Sweet? Seriously? Yes: the man who wrote Carrie, Pet Semetary and The Shining has become a charming avucular chap who beckons you in close and tells you the world has decent people in it. In books like 11.22.63, Joyland and Doctor Sleep, that essential underlying kindness matters far more than the dark narrative complexities woven over and through it.
These books lulled me into a dangerous trusting mood, for which I have now paid. Reading Revival was like sitting down comfortably next to dear old Uncle King and seeing his smile widen and split open into shark jaws. The Pet Semetary King is back.

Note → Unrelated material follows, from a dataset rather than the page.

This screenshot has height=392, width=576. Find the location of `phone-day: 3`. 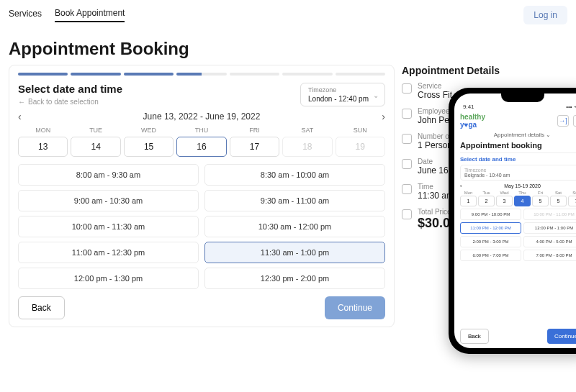

phone-day: 3 is located at coordinates (504, 201).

This is a short book - I read it in one day - and for much of its length it simmers rather than boils. A young boy comes under the sway of a charismatic preacher. The preacher's wife and child die in an accident, and he sours. Years pass. Our young protagonist grows into a musician and develops a drug habit - the terrible power of addiction is one of the major through-lines of King's late work - and he meets the preacher again.
But the preacher, who was always brilliant, has become obsessed with curing incurable sicknesses. He is trying to unlock one of nature's hidden doors. Something is hiding on the other side. The book pushes you inexorably towards the moment when the door begins to open.
King's storytelling craft has only got better with age. There's a great deal of indirection in this novel, and a lot of the most important events are tucked away out of sight, referred to after the fact in a way which may frustrate some readers. I found it gave the book more weight, while also making it harder to predict its exact shape. The thing which is easy to predict from quite early on is that King is not in avuncular mode this time. Horrors aplenty are smeared all through the book. Horror. Fair warning.